GenAI & LLM Interviews · Lesson 23 of 30
Interview: Pharmacy Assistant, Copilots & Smart Search
Q1: Design an AI assistant for pharmacy customers. What are the core components?
Answer:
Customer (web/app)
→ API Gateway (auth, rate limit)
→ Session + conversation store (Redis, TTL)
→ Triage (intent classifier)
→ Specialist agents (drug info | interactions | orders)
→ RAG (formulary, FAQ, policy PDFs)
→ Tool layer (inventory, prescription status — read-only)
→ Safety layer (disclaimer, block personalised medical advice)
→ Observability (traces, eval metrics)Non-negotiables:
- Scope boundary — general drug information, not diagnosis or dosing for individuals
- Grounded answers — citations from retrieved chunks
- Escalation to pharmacist when confidence low or high-risk keywords
- Compliance — GDPR minimisation, audit trail, regional data residency
Data: Chunk by drug monograph section; hybrid search for exact drug names; metadata filters (country, OTC/Rx).
Q2: How is an internal copilot different from a customer-facing chatbot?
Answer:
| Customer chatbot | Internal copilot | |------------------|------------------| | Narrow domain, heavy guardrails | Broad tasks across docs, email, code | | Public internet threat model | Identity-aware — user's doc permissions | | Marketing-friendly tone | Productivity — drafts, summaries, search | | Often anonymous or light auth | SSO (Entra ID) + groups drive retrieval ACL |
Architecture extras for copilot:
- Permission-aware RAG — embed
acl: group_idson every chunk; filter at query time with user's groups - MCP / plugins — calendar, tickets, repo, wiki
- Action gating — read vs write tools; confirm before send-email
- Usage analytics per team for chargeback
Interview line: "The copilot's retrieval index is a security boundary — wrong ACL filtering is a data breach."
Q3: Design a smart search system over 500k internal documents. How is it different from classic Elasticsearch?
Answer: Smart search = hybrid retrieval + LLM synthesis (RAG), not just ranked links.
Pipeline:
- Ingestion — parse PDF/Word/HTML, chunk, embed, index keywords + vectors
- Query — rewrite query (optional LLM), hybrid retrieve top 20
- Rerank — cross-encoder or Cohere rerank → top 5
- Generate — answer with citations, or return ranked snippets only
vs classic search:
- Understands paraphrases ("PTO policy parental leave" → finds "family leave guidelines")

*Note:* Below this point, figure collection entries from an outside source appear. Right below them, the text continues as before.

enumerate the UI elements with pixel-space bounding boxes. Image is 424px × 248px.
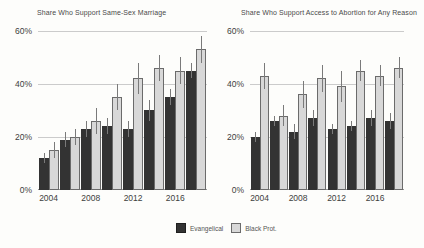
- y-axis-label: 0%: [1, 185, 32, 195]
- bar-evangelical-2008: [81, 129, 91, 190]
- error-bar: [96, 108, 97, 135]
- y-axis-label: 60%: [1, 26, 32, 36]
- bar-black-prot-2006: [70, 137, 80, 190]
- error-bar: [294, 124, 295, 140]
- error-bar: [380, 65, 381, 86]
- bar-black-prot-2014: [154, 68, 164, 190]
- bar-evangelical-2008: [289, 132, 298, 190]
- bar-black-prot-2006: [279, 116, 288, 190]
- error-bar: [283, 105, 284, 126]
- error-bar: [44, 153, 45, 164]
- chart-same-sex-marriage: Share Who Support Same-Sex Marriage 0%20…: [0, 0, 212, 215]
- bar-black-prot-2010: [317, 78, 326, 190]
- bar-evangelical-2014: [347, 126, 356, 190]
- error-bar: [138, 63, 139, 95]
- bar-evangelical-2018: [385, 121, 394, 190]
- error-bar: [274, 116, 275, 127]
- x-axis-label: 2004: [250, 193, 269, 203]
- error-bar: [313, 110, 314, 126]
- error-bar: [128, 121, 129, 137]
- bar-black-prot-2012: [133, 78, 143, 190]
- bar-black-prot-2008: [298, 94, 307, 190]
- error-bar: [255, 132, 256, 143]
- y-axis-label: 40%: [213, 79, 244, 89]
- error-bar: [399, 57, 400, 78]
- bar-evangelical-2018: [186, 71, 196, 191]
- error-bar: [75, 129, 76, 145]
- bar-evangelical-2014: [144, 110, 154, 190]
- bar-black-prot-2018: [394, 68, 403, 190]
- bar-evangelical-2010: [102, 126, 112, 190]
- error-bar: [54, 142, 55, 158]
- legend-label: Evangelical: [190, 225, 223, 232]
- error-bar: [303, 81, 304, 108]
- bar-black-prot-2018: [196, 49, 206, 190]
- bar-black-prot-2004: [260, 76, 269, 190]
- bar-black-prot-2014: [356, 71, 365, 191]
- error-bar: [360, 60, 361, 81]
- bar-evangelical-2016: [366, 118, 375, 190]
- error-bar: [332, 124, 333, 135]
- error-bar: [371, 110, 372, 126]
- error-bar: [201, 36, 202, 63]
- bar-evangelical-2006: [270, 121, 279, 190]
- x-axis-label: 2008: [289, 193, 308, 203]
- bar-evangelical-2004: [251, 137, 260, 190]
- y-axis-label: 20%: [213, 132, 244, 142]
- bar-evangelical-2012: [123, 129, 133, 190]
- black-prot-swatch-icon: [231, 223, 241, 233]
- chart-title: Share Who Support Same-Sex Marriage: [37, 9, 166, 16]
- plot-area: 0%20%40%60%2004200820122016: [250, 24, 404, 190]
- legend: Evangelical Black Prot.: [176, 223, 277, 233]
- y-axis-label: 20%: [1, 132, 32, 142]
- legend-item-black-prot: Black Prot.: [231, 223, 276, 233]
- x-axis-label: 2016: [366, 193, 385, 203]
- bar-black-prot-2010: [112, 97, 122, 190]
- gridline: [250, 31, 404, 32]
- error-bar: [390, 113, 391, 129]
- evangelical-swatch-icon: [176, 223, 186, 233]
- error-bar: [117, 84, 118, 111]
- bar-black-prot-2016: [175, 71, 185, 191]
- y-axis-label: 60%: [213, 26, 244, 36]
- x-axis-label: 2012: [327, 193, 346, 203]
- plot-area: 0%20%40%60%2004200820122016: [38, 24, 207, 190]
- error-bar: [149, 100, 150, 121]
- x-axis-label: 2012: [124, 193, 143, 203]
- bar-evangelical-2016: [165, 97, 175, 190]
- error-bar: [341, 71, 342, 103]
- error-bar: [180, 57, 181, 84]
- gridline: [38, 31, 207, 32]
- x-axis-label: 2004: [39, 193, 58, 203]
- error-bar: [170, 89, 171, 105]
- bar-evangelical-2010: [308, 118, 317, 190]
- error-bar: [86, 121, 87, 137]
- legend-item-evangelical: Evangelical: [176, 223, 223, 233]
- y-axis-label: 0%: [213, 185, 244, 195]
- bar-black-prot-2016: [375, 76, 384, 190]
- error-bar: [191, 63, 192, 79]
- error-bar: [264, 63, 265, 90]
- error-bar: [351, 121, 352, 132]
- error-bar: [322, 65, 323, 92]
- legend-label: Black Prot.: [245, 225, 276, 232]
- y-axis-label: 40%: [1, 79, 32, 89]
- error-bar: [65, 132, 66, 148]
- x-axis-label: 2008: [81, 193, 100, 203]
- bar-evangelical-2012: [328, 129, 337, 190]
- x-axis-label: 2016: [166, 193, 185, 203]
- chart-title: Share Who Support Access to Abortion for…: [241, 9, 417, 16]
- error-bar: [159, 55, 160, 82]
- error-bar: [107, 118, 108, 134]
- chart-abortion-support: Share Who Support Access to Abortion for…: [212, 0, 424, 215]
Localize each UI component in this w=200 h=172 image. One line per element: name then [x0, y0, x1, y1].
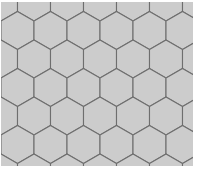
bottom-margin-mask [0, 166, 200, 172]
hexagon-cells-group [0, 0, 200, 172]
pattern-canvas: Hexagonal Tiling Pattern Honeycomb tesse… [0, 0, 200, 172]
top-margin-mask [0, 0, 200, 2]
hexagon-tiling-figure [0, 0, 200, 172]
right-margin-mask [193, 0, 200, 172]
left-margin-mask [0, 0, 1, 172]
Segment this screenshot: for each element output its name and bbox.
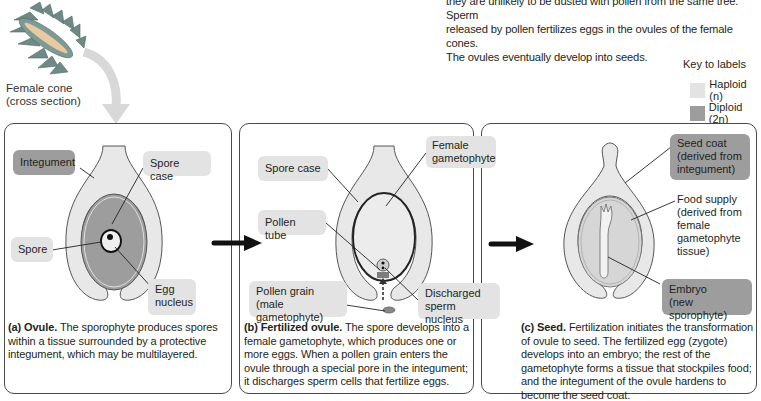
caption-b-title: (b) Fertilized ovule. xyxy=(244,321,342,333)
embryo-line-1: Embryo xyxy=(669,283,745,296)
label-female-gametophyte: Female gametophyte xyxy=(426,136,496,168)
label-pollen-tube: Pollen tube xyxy=(258,210,326,235)
egg-nucleus-line-1: Egg xyxy=(155,283,189,296)
seed-coat-line-1: Seed coat xyxy=(677,137,743,150)
female-gametophyte-line-1: Female xyxy=(432,139,490,152)
caption-a: (a) Ovule. The sporophyte produces spore… xyxy=(8,321,228,362)
label-seed-coat: Seed coat (derived from integument) xyxy=(670,134,750,180)
label-discharged-sperm-nucleus: Discharged sperm nucleus xyxy=(418,283,500,319)
food-supply-line-4: gametophyte xyxy=(677,232,757,245)
embryo-line-2: (new sporophyte) xyxy=(669,296,745,322)
seed-coat-line-2: (derived from xyxy=(677,150,743,163)
caption-a-title: (a) Ovule. xyxy=(8,321,57,333)
label-spore-case-b: Spore case xyxy=(258,156,328,181)
caption-c: (c) Seed. Fertilization initiates the tr… xyxy=(521,321,757,401)
egg-nucleus-line-2: nucleus xyxy=(155,296,189,309)
food-supply-line-2: (derived from xyxy=(677,206,757,219)
label-pollen-grain: Pollen grain (male gametophyte) xyxy=(249,281,347,317)
food-supply-line-1: Food supply xyxy=(677,193,757,206)
seed-coat-line-3: integument) xyxy=(677,163,743,176)
label-spore-case-a: Spore case xyxy=(143,151,211,176)
label-integument: Integument xyxy=(13,150,75,175)
arrow-b-to-c-icon xyxy=(491,236,534,252)
label-embryo: Embryo (new sporophyte) xyxy=(662,279,752,315)
caption-c-title: (c) Seed. xyxy=(521,321,566,333)
female-gametophyte-line-2: gametophyte xyxy=(432,152,490,165)
label-spore: Spore xyxy=(11,237,53,262)
label-food-supply: Food supply (derived from female gametop… xyxy=(677,193,757,258)
food-supply-line-5: tissue) xyxy=(677,245,757,258)
arrow-a-to-b-icon xyxy=(214,235,262,251)
label-egg-nucleus: Egg nucleus xyxy=(148,279,196,315)
caption-b: (b) Fertilized ovule. The spore develops… xyxy=(244,321,472,389)
pollen-grain-line-1: Pollen grain (male xyxy=(256,285,340,311)
food-supply-line-3: female xyxy=(677,219,757,232)
seed-c-icon xyxy=(564,143,675,298)
discharged-line-1: Discharged xyxy=(425,287,493,300)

- Can synthesise across chunks
- Higher cost and latency — cache popular queries
Scale: pgvector or Azure AI Search; HNSW indexes; shard by department; async ingestion queue.
Eval: Recall@10 on labelled query→doc pairs before shipping synthesis.
Q4: Walk through AI workflow automation for order exception handling.
Answer: Trigger: ERP flags order exception (stockout, address mismatch).
Workflow:
- Fetch context — order JSON, customer tier, history (code)
- LLM extract — structured summary of issue (JSON schema, temperature 0)
- Policy RAG — retrieve handling rules for exception type
- Decision — auto-resolve vs route to human (rules + model confidence)
- Draft — customer email or internal ticket comment
- Human approve (optional node) → send via API
- Log — immutable audit event
Orchestration: Durable Functions or LangGraph with persisted state. Not a free-form chat loop.
Success metrics: % auto-resolved, time-to-resolution, human edit distance on drafts.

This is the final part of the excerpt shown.